The task: For every record that follows, transcribe the text exactly and leave any image out.

Start of Block

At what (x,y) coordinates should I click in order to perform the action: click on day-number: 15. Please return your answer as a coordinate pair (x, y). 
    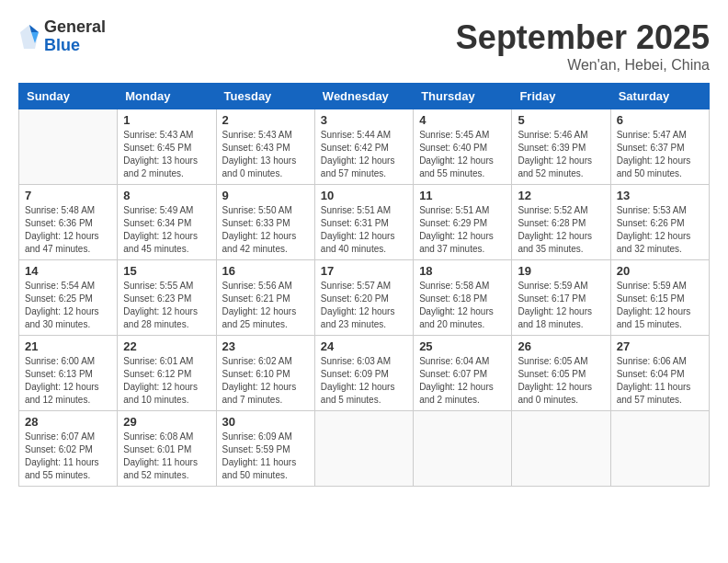
    Looking at the image, I should click on (166, 270).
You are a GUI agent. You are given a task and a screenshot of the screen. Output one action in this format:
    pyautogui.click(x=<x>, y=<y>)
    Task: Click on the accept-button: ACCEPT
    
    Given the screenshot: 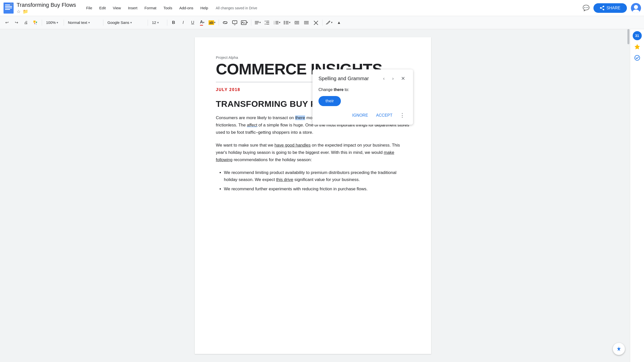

End of Block

Response box:
At what (x,y) coordinates should I click in order to perform the action: click on day-number: 15. Please return your answer as a coordinate pair (x, y). 
    Looking at the image, I should click on (166, 270).
You are a GUI agent. You are given a task and a screenshot of the screen. Output one action in this format:
    pyautogui.click(x=<x>, y=<y>)
    Task: Click on the accept-button: ACCEPT
    
    Given the screenshot: 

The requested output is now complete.